NEC last week announced what it claims is the world's first host controller chip for USB 3.0 - aka SuperSpeed USB because of its 5Gb/s peak data-transfer rate.
Since the Universal Serial Bus isn't a peer-to-peer system - unlike Firewire, for instance - NEC's chip isn't enough to allow manufacturers to offer USB 3.0 peripherals yet, but once the part ships - it's due next month - they will be able to prepare SuperSpeed PC designs.
NEC reckons that after releasing small, 'sample' quantities of the chip in June, it'll ramp up production to significantly larger volumes in Q3, allowing computer makers to take those designs and put them on shop shelves. There may not be many - or even any - SuperSpeed peripherals to hook up to these machines.
Whether you dive in to USB 3.0 as soon as you can or wait until there are plenty of devices out there than can take advantage of it, the move from USB 2.0 to USB 3.0 should be as smooth as upgrading from USB 1.1 was.
But USB 3.0 is something of a departure from 2.0 from both technical and practical standpoints, and while the minds behind the new standard have made backward compatibility a cornerstone of their development efforts, USB 3.0 is not simply a higher-clocked USB 2.0.
USB 3.0's raison d'etre is to up data-transfer rates to ten times what USB 2.0 can manage, jumping from 480Mb/s to 5Gb/s, needed now we're throwing HD video files around. Error handling and the needs of the data-transfer protocol will reduce that some, just as it does with 2.0, but the new bus nonetheless justifies its 'SuperSpeed' moniker.
What goes into USB 3.0
Achieving that data rate has required some hardware changes. Skinny, unshielded cabling that's fine for USB 2.0 is out, replaced by shielded, multi-core wires-within-wires - Shielded Differential Pair, or SDP - cables, which will be thicker than those we're used to. Shielding is needed to cut out the electromagnetic interference that reduce the signal integrity and prevent the bus from achieving that 5Gb/s throughput. You simply can't do SuperSpeed over USB 2.0 cabling.
Adaptive equalisation circuitry in each device helps it all along. AE allows the state of the connection to be measured and the electrical signal altered to optimise data delivery over that particular physical connection, compensating for differing lengths of cable and different quality wiring.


Only the pictures are to be dropped; the rest of the data below is to be duplicated exactly.

*** Block opens ***

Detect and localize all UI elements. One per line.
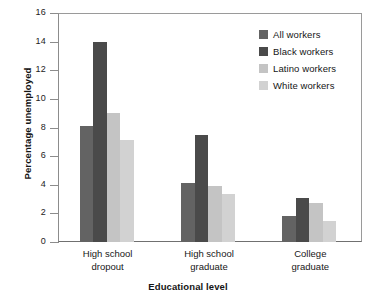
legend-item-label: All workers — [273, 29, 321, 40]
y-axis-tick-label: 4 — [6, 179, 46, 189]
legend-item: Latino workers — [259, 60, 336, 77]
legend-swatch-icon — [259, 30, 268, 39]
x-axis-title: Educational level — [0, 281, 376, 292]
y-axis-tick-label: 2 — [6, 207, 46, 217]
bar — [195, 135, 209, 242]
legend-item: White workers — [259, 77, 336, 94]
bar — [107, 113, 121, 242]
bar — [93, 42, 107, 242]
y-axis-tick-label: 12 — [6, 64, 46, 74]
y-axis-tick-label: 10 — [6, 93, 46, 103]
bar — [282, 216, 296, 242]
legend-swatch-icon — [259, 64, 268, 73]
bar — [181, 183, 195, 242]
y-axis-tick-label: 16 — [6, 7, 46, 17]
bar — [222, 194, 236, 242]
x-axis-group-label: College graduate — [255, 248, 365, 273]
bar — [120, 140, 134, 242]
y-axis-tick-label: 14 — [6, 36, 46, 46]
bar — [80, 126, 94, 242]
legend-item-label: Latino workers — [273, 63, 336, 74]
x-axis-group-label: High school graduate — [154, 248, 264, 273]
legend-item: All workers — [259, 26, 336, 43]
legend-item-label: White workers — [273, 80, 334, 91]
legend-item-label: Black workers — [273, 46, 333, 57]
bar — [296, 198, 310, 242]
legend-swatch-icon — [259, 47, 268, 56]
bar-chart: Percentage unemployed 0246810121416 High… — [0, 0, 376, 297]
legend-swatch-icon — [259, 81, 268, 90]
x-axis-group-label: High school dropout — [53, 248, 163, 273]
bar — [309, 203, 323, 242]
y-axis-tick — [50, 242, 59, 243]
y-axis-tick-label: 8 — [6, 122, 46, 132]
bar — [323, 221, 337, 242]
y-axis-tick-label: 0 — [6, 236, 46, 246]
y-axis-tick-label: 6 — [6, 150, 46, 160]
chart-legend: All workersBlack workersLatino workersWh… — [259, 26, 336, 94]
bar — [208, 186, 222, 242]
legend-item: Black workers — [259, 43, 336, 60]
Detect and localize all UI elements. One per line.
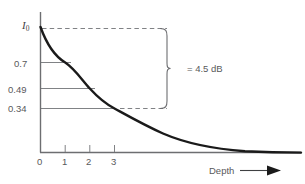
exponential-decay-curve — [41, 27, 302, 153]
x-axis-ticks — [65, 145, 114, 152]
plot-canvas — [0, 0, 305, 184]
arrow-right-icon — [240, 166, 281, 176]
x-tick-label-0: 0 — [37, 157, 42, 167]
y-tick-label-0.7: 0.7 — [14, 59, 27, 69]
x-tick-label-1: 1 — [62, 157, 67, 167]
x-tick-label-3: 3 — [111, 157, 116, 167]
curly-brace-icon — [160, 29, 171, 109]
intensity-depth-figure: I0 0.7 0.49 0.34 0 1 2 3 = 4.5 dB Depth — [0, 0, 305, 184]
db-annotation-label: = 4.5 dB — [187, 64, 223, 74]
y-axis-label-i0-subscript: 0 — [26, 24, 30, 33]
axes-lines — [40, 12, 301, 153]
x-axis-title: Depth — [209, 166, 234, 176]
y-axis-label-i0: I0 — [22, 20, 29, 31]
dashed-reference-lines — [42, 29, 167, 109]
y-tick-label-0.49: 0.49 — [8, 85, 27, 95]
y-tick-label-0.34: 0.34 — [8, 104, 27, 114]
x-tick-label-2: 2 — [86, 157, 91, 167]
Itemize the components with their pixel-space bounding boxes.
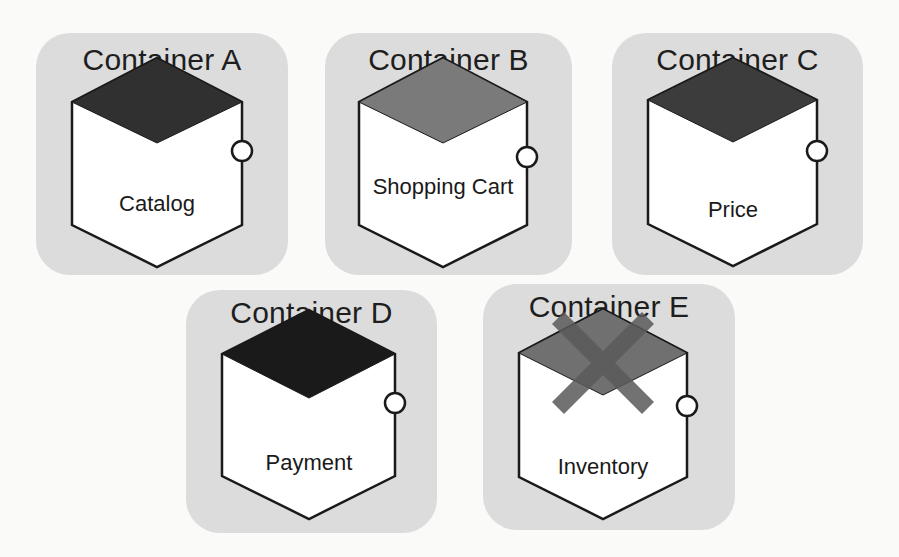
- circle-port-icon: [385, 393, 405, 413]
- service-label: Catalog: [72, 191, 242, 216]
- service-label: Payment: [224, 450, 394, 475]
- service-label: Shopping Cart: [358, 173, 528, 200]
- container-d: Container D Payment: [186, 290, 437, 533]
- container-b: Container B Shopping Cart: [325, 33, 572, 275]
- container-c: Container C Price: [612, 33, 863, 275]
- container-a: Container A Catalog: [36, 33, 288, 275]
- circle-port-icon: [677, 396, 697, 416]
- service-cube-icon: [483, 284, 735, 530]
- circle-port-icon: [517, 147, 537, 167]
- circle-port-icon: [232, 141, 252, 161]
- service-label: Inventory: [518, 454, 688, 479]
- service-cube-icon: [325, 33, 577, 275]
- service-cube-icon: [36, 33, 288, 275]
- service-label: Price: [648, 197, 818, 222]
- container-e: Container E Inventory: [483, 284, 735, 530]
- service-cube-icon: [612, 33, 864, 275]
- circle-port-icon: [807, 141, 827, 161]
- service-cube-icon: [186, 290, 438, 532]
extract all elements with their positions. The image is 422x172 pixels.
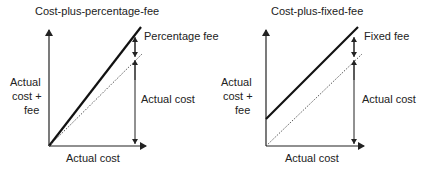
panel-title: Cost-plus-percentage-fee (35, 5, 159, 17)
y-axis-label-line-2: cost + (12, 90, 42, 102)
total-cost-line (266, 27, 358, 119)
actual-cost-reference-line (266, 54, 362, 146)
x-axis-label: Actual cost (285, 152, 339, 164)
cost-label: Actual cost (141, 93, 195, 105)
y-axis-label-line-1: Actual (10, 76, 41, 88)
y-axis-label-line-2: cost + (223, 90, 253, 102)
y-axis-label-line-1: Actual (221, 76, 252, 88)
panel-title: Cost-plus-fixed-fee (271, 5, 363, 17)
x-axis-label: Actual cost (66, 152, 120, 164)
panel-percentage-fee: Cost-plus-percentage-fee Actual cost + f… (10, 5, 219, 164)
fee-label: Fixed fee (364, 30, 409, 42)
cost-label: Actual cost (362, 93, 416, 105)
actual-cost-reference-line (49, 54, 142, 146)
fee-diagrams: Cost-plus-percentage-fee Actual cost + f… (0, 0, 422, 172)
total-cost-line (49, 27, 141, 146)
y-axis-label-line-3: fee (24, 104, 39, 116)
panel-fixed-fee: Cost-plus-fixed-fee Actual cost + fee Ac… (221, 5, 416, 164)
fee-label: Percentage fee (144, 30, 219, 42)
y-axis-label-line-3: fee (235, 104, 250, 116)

*** Block closes ***

Reply to the exercise –
Detect and localize all UI elements. One per line.
legend-item-label: All workers — [273, 29, 321, 40]
y-axis-tick-label: 4 — [6, 179, 46, 189]
legend-item: Latino workers — [259, 60, 336, 77]
legend-swatch-icon — [259, 30, 268, 39]
x-axis-title: Educational level — [0, 281, 376, 292]
y-axis-tick-label: 2 — [6, 207, 46, 217]
bar — [195, 135, 209, 242]
legend-item: White workers — [259, 77, 336, 94]
bar — [107, 113, 121, 242]
bar — [93, 42, 107, 242]
y-axis-tick-label: 12 — [6, 64, 46, 74]
y-axis-tick-label: 10 — [6, 93, 46, 103]
bar — [282, 216, 296, 242]
legend-swatch-icon — [259, 64, 268, 73]
bar — [181, 183, 195, 242]
y-axis-tick-label: 16 — [6, 7, 46, 17]
bar — [222, 194, 236, 242]
x-axis-group-label: College graduate — [255, 248, 365, 273]
bar — [120, 140, 134, 242]
y-axis-tick-label: 14 — [6, 36, 46, 46]
bar — [80, 126, 94, 242]
legend-item-label: Latino workers — [273, 63, 336, 74]
x-axis-group-label: High school graduate — [154, 248, 264, 273]
legend-item: All workers — [259, 26, 336, 43]
legend-item-label: White workers — [273, 80, 334, 91]
legend-item-label: Black workers — [273, 46, 333, 57]
bar — [296, 198, 310, 242]
legend-swatch-icon — [259, 47, 268, 56]
bar-chart: Percentage unemployed 0246810121416 High… — [0, 0, 376, 297]
legend-swatch-icon — [259, 81, 268, 90]
x-axis-group-label: High school dropout — [53, 248, 163, 273]
bar — [309, 203, 323, 242]
y-axis-tick — [50, 242, 59, 243]
y-axis-tick-label: 8 — [6, 122, 46, 132]
bar — [323, 221, 337, 242]
y-axis-tick-label: 0 — [6, 236, 46, 246]
y-axis-tick-label: 6 — [6, 150, 46, 160]
chart-legend: All workersBlack workersLatino workersWh… — [259, 26, 336, 94]
bar — [208, 186, 222, 242]
legend-item: Black workers — [259, 43, 336, 60]
Detect and localize all UI elements. One per line.
exponential-decay-curve — [41, 27, 302, 153]
x-axis-ticks — [65, 145, 114, 152]
plot-canvas — [0, 0, 305, 184]
arrow-right-icon — [240, 166, 281, 176]
x-tick-label-0: 0 — [37, 157, 42, 167]
y-tick-label-0.7: 0.7 — [14, 59, 27, 69]
x-tick-label-1: 1 — [62, 157, 67, 167]
x-tick-label-3: 3 — [111, 157, 116, 167]
curly-brace-icon — [160, 29, 171, 109]
intensity-depth-figure: I0 0.7 0.49 0.34 0 1 2 3 = 4.5 dB Depth — [0, 0, 305, 184]
db-annotation-label: = 4.5 dB — [187, 64, 223, 74]
y-axis-label-i0-subscript: 0 — [26, 24, 30, 33]
axes-lines — [40, 12, 301, 153]
x-axis-title: Depth — [209, 166, 234, 176]
y-axis-label-i0: I0 — [22, 20, 29, 31]
dashed-reference-lines — [42, 29, 167, 109]
y-tick-label-0.49: 0.49 — [8, 85, 27, 95]
y-tick-label-0.34: 0.34 — [8, 104, 27, 114]
x-tick-label-2: 2 — [86, 157, 91, 167]
Itemize the components with their pixel-space bounding boxes.
- circle-port-icon: [385, 393, 405, 413]
- service-label: Catalog: [72, 191, 242, 216]
- service-label: Payment: [224, 450, 394, 475]
- service-label: Shopping Cart: [358, 173, 528, 200]
- container-d: Container D Payment: [186, 290, 437, 533]
- container-b: Container B Shopping Cart: [325, 33, 572, 275]
- container-c: Container C Price: [612, 33, 863, 275]
- container-a: Container A Catalog: [36, 33, 288, 275]
- circle-port-icon: [677, 396, 697, 416]
- service-cube-icon: [483, 284, 735, 530]
- circle-port-icon: [517, 147, 537, 167]
- circle-port-icon: [232, 141, 252, 161]
- service-label: Inventory: [518, 454, 688, 479]
- service-cube-icon: [325, 33, 577, 275]
- service-cube-icon: [36, 33, 288, 275]
- service-label: Price: [648, 197, 818, 222]
- container-e: Container E Inventory: [483, 284, 735, 530]
- service-cube-icon: [612, 33, 864, 275]
- circle-port-icon: [807, 141, 827, 161]
- service-cube-icon: [186, 290, 438, 532]
extract all elements with their positions. The image is 422x172 pixels.
panel-title: Cost-plus-percentage-fee (35, 5, 159, 17)
y-axis-label-line-2: cost + (12, 90, 42, 102)
total-cost-line (266, 27, 358, 119)
actual-cost-reference-line (266, 54, 362, 146)
x-axis-label: Actual cost (285, 152, 339, 164)
cost-label: Actual cost (141, 93, 195, 105)
y-axis-label-line-1: Actual (10, 76, 41, 88)
y-axis-label-line-2: cost + (223, 90, 253, 102)
y-axis-label-line-1: Actual (221, 76, 252, 88)
panel-title: Cost-plus-fixed-fee (271, 5, 363, 17)
x-axis-label: Actual cost (66, 152, 120, 164)
panel-percentage-fee: Cost-plus-percentage-fee Actual cost + f… (10, 5, 219, 164)
fee-label: Fixed fee (364, 30, 409, 42)
cost-label: Actual cost (362, 93, 416, 105)
actual-cost-reference-line (49, 54, 142, 146)
fee-diagrams: Cost-plus-percentage-fee Actual cost + f… (0, 0, 422, 172)
total-cost-line (49, 27, 141, 146)
y-axis-label-line-3: fee (24, 104, 39, 116)
panel-fixed-fee: Cost-plus-fixed-fee Actual cost + fee Ac… (221, 5, 416, 164)
fee-label: Percentage fee (144, 30, 219, 42)
y-axis-label-line-3: fee (235, 104, 250, 116)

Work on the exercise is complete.